Letter

Scope and Content

From John Radford in Shepton Mallet to Mary Tooth. There has been a great outpouring of the Holy Spirit in this part of the country. It commenced about a month ago inspired by prayer meetings and two love feasts. Two parishes have now been affected but the place that has witnessed the greatest outpouring is a village called Leigh upon Mendip. The chapel in that village has been open every day for worship and during the greater part of the nights also. They have been employed in ‘fervent wrestling’ with Jehovah for heavily burdened sinners. At all the services the most profligate of people have been affected, made to cry out like on the day of Pentecost. Several sinners ‘groaning for deliverance have been brought to experience glorious liberty…’ – these every day scenes are most affecting.

All the Sunday school teachers in the village have been converted and many of the children likewise. They can barely enter a house in the village without witnessing similar scenes to those in the chapel ‘one or two are in deep anguish of soul on account of their sins, and others are heard triumphing in the redeemer’s grace or are pouring out their souls in prayer…’

The revival that is taking place affects people regardless of age or social class.

The Methodists in that village have been praying for such an event ‘and now the reaping time is indeed come.’ The preachers are often physically tired in their work but are ‘not tired of it.’

‘The affects of converting grace upon the minds of the people are the same as we have often known in relation to others. I will instance, or advert to a case or two. One man had contracted a debt, which was of long standing, but he no sooner experienced a divine change but he went to his creditor and discharged his debt. Another had some years ago taken a false oath against one of the members of our society and he no sooner obtained mercy from God, but he went to the individual and confessed his sins and asked forgiveness. A young man had adopted a stratagem to spoil the sport of some gentlemen who were engaged in fox-hunting…and being detected by the lovers of the chase, they took the law into their own hands and inflicted upon him many heavy stripes by which his body was discoloured etc. He [unreadable word] entered an action against them for an assault – during the pending of the suit he attended our chapel at Leigh and became deeply convinced of sin and truly converted to God. Last Monday he called upon an attorney to stop the proceedings, saying that as God had forgiven him he would forgive them, providing they paid all the expense.’

Last Sunday morning Radford went to sort the people into classes and to issue notes of admission into the society. The main part of the chapel was full and there were some in the gallery also. The range in age was from twenty to over seventy. People were neatly dressed and their expressions were happy. Radford stood in the pulpit and was calling names for more than three hours after which he admitted more than one hundred people on trial into the society ‘who with a very few exceptions, professed to enjoy a clear sense of God’s pardoning love.’ There remain about thirty or forty notes of admission still to issue.

At two in the afternoon, the congregation had to be divided, such was the eagerness to attend the preaching. A local preacher spoke to one half in the school-room and the same again in the evening – ‘many were wounded and others were healed.’ The work is spreading to other areas - at Mells in the Frome circuit nearly a hundred people in the last week or two have been ‘graciously wrought upon.’

In a postscript, Radford thanked Tooth for the kind invitation for Radford and his wife to visit Madeley. It is not possible at the moment to accept.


Exercise prompt:
Without the pictures, repeat all of the data exactly as it appears below.

[Dataset entries on figures]
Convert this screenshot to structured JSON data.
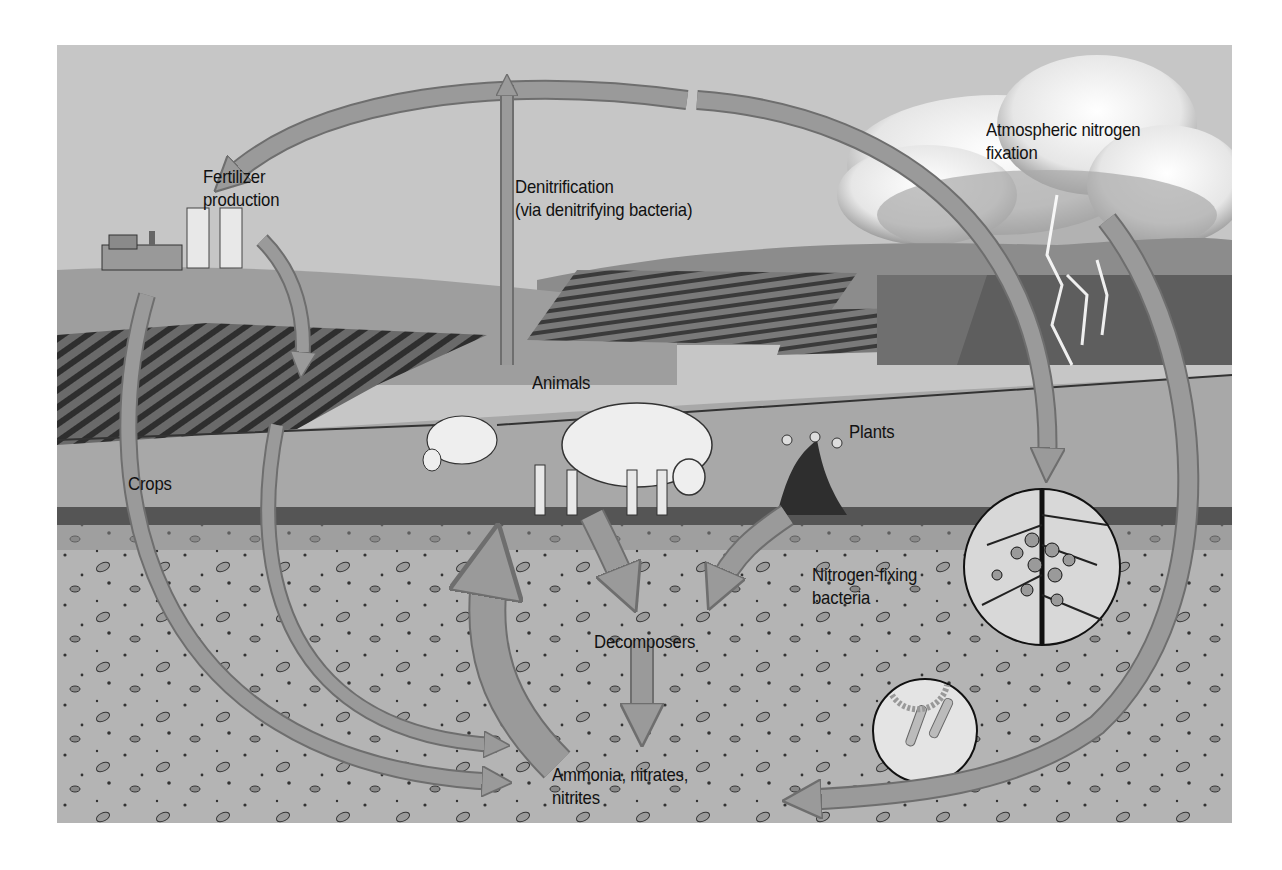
{
  "figure": {
    "colors": {
      "sky": "#c8c8c8",
      "cloud": "#f2f2f2",
      "hill_far": "#8a8a8a",
      "field_dark": "#4a4a4a",
      "pasture": "#a9a9a9",
      "soil": "#b3b3b3",
      "arrow_fill": "#9a9a9a",
      "arrow_edge": "#6e6e6e",
      "label_text": "#111111"
    }
  },
  "labels": {
    "fertilizer": {
      "line1": "Fertilizer",
      "line2": "production"
    },
    "denitrification": {
      "line1": "Denitrification",
      "line2": "(via denitrifying bacteria)"
    },
    "atmospheric": {
      "line1": "Atmospheric nitrogen",
      "line2": "fixation"
    },
    "animals": "Animals",
    "plants": "Plants",
    "crops": "Crops",
    "nitrogen_fixing": {
      "line1": "Nitrogen-fixing",
      "line2": "bacteria"
    },
    "decomposers": "Decomposers",
    "ammonia": {
      "line1": "Ammonia, nitrates,",
      "line2": "nitrites"
    }
  },
  "icons": {
    "factory": "factory-icon",
    "cloud": "cloud-icon",
    "lightning": "lightning-icon",
    "sheep": "sheep-icon",
    "plant": "plant-icon",
    "root_nodules_inset": "root-nodule-inset-icon",
    "bacteria_inset": "bacteria-inset-icon"
  }
}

Task solution:
Convert this screenshot to structured JSON data.
{
  "figure": {
    "colors": {
      "sky": "#c8c8c8",
      "cloud": "#f2f2f2",
      "hill_far": "#8a8a8a",
      "field_dark": "#4a4a4a",
      "pasture": "#a9a9a9",
      "soil": "#b3b3b3",
      "arrow_fill": "#9a9a9a",
      "arrow_edge": "#6e6e6e",
      "label_text": "#111111"
    }
  },
  "labels": {
    "fertilizer": {
      "line1": "Fertilizer",
      "line2": "production"
    },
    "denitrification": {
      "line1": "Denitrification",
      "line2": "(via denitrifying bacteria)"
    },
    "atmospheric": {
      "line1": "Atmospheric nitrogen",
      "line2": "fixation"
    },
    "animals": "Animals",
    "plants": "Plants",
    "crops": "Crops",
    "nitrogen_fixing": {
      "line1": "Nitrogen-fixing",
      "line2": "bacteria"
    },
    "decomposers": "Decomposers",
    "ammonia": {
      "line1": "Ammonia, nitrates,",
      "line2": "nitrites"
    }
  },
  "icons": {
    "factory": "factory-icon",
    "cloud": "cloud-icon",
    "lightning": "lightning-icon",
    "sheep": "sheep-icon",
    "plant": "plant-icon",
    "root_nodules_inset": "root-nodule-inset-icon",
    "bacteria_inset": "bacteria-inset-icon"
  }
}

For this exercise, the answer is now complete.